To connect to the grid, though, we've turned Java objects into XML formats. We didn't want to be schlepping Java objects. We wanted to be more platform neutral, so we convert the Java objects into the neutral XML format.

Is there anything on the software side that you could buy off the shelf?

We had to build a lot ourselves because of the data complexity. If something is lacking from business IT it is this inattention to diversity of data for biomedicine.

Business IT optimizes everything for a simplistic set of data models. Semantics are not on anyone's mind. The inattention to the special needs of biomedical revolves around complexity.

It sure would be terrific if the business IT sector took what we've done and saw it as a starting point to get into biomedicine. Vendors need to think of it as an economic center instead of something they can just get to later.
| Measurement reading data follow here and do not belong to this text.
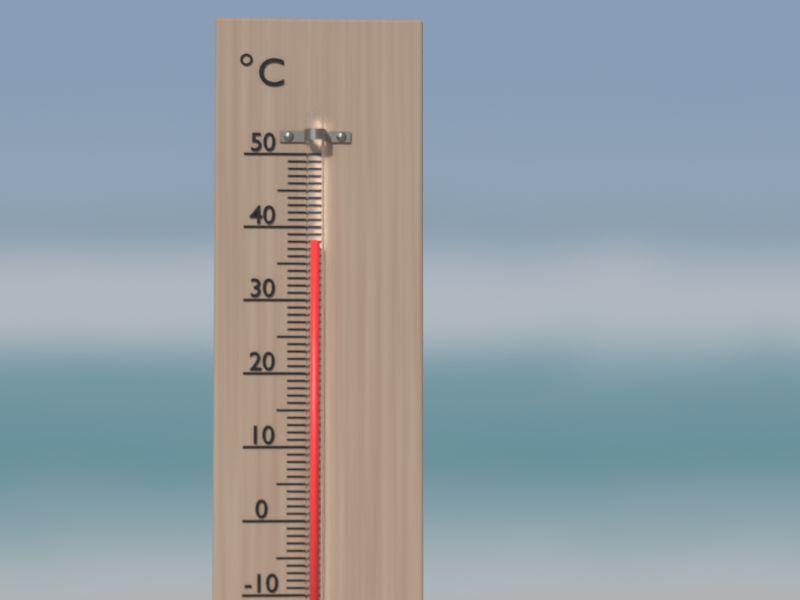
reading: 38 °C
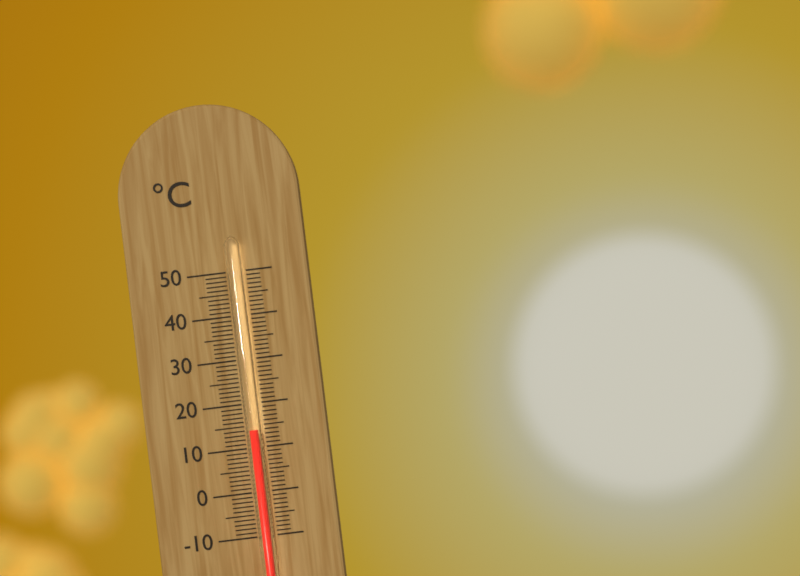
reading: 14 °C
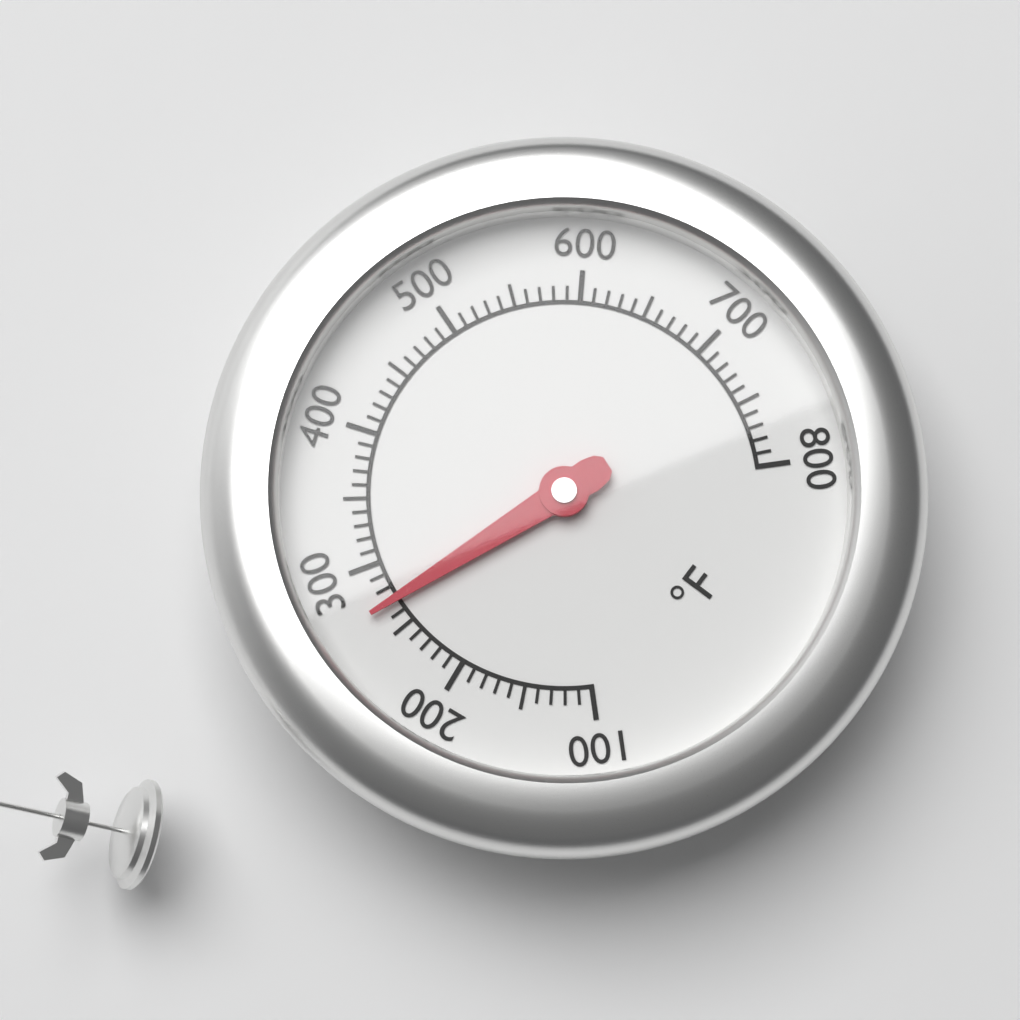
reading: 270 °F
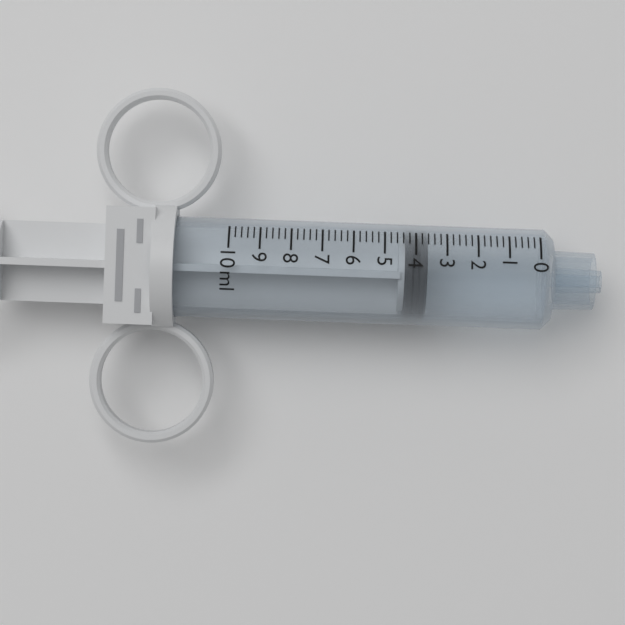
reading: 3.6 ml
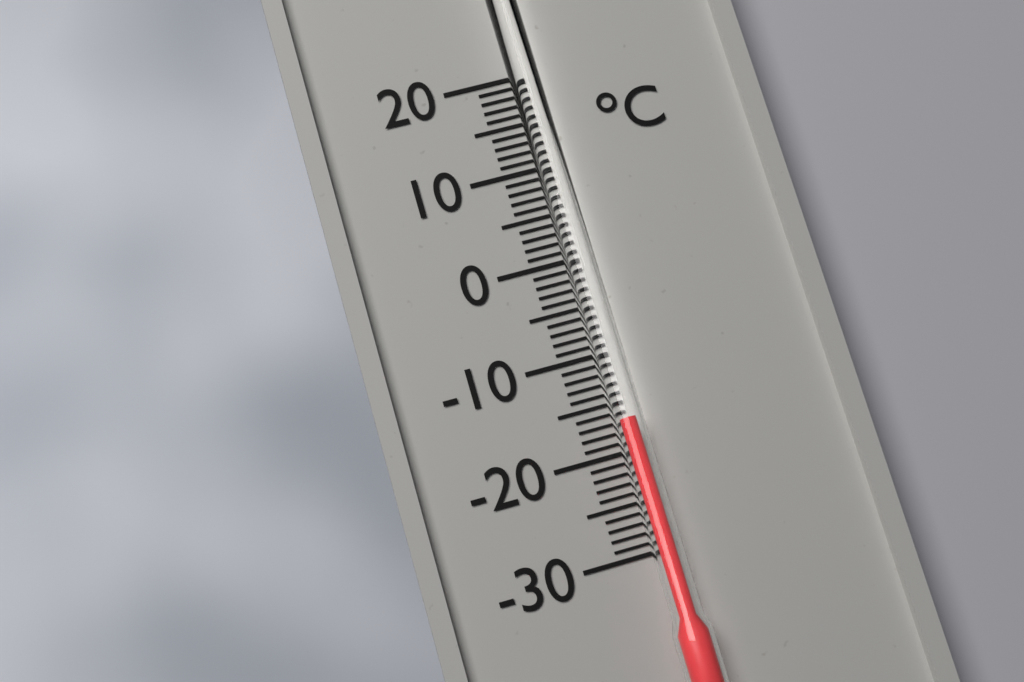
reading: -17 °C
It's a pretty rich environment for applying IT. This sector is only going to grow. 

What's your time frame to yield results and do you have enough funding?

We hope to have first of tumor types worked through in the next year or year and a half. In two years, we'll have most of the output from the pilot and wrap it up three years from now.

The samples will start hitting in April from hospitals, then pathologists will process to extract molecules for RNA samples. They will also be sent to other centers to program. From there, the data will start flowing, but there will be several months before they appear in the data coordination center.

The Cancer Genome Atlas is considered to be a pilot. We're looking at just three cancer types--brain, lung and ovarian cancer--in order to iron out the issues. If the data is useful, hopefully we'll scale it up, but we will require more funding. We received $100 million in funding over three years. Of the costs, lab technology represents the bulk of it, but that's because we could leverage previous efforts. CaBIG had $100 million in funding over five years. In our budget, a few percent (3 or 4 percent) is dedicated to IT.

How will samples be tracked?

The tubes and trays are bar coded, but we will still have an interesting problem. We have two separate samples from one individual--the tumor and normal tissue. So one of the first quality checks is to assure the normal tissue and tumor belongs to the same person. The way to analyze that content is at DNA level. We call it molecular bar-coding. If the regular bar code on tube is wrong we can check the DNA. This tracking data will be for internal use.

What's your hardware footprint? You obviously will need some serious computing power to crunch the data.

We have a mixed environment with Linux systems based on Intel. Some Sun. Some HP. Computing is less of a focus for us because we have sites that we can partner with for high performance computing. We're partnering to get access to more mature grid projects that are focused on computational computing. The idea is that we'd make their hardware a node on our grid and we could send an analysis job to their machines.

We try to remind ourselves that we're the National Cancer Institute not the National High Performance Computing Institute. We're not scaled up for computational horsepower. There are participants in our network with separate lines of funding for high performance computing. They have suggested that for a few dollars more we can use their grid. The cost of on-demand computing continues to drop.

What privacy protections do you have to shuffle this data around?

We have a fairly strict and elaborate regime to protect privacy. We're adhering to the rules and regulations that govern genetic data and HIPAA (Health Insurance and Portability Accountability Act of 1996). We also have additional controls and authorization processes to mitigate risk.

We also have institutional review boards to limit how data is used. Under HIPAA, information is only shared for legitimate research and that goes through a data access committee. Even then we still will not share patient IDs. There will be some detailed annotations shared but only with individuals who pass muster with the data access committee.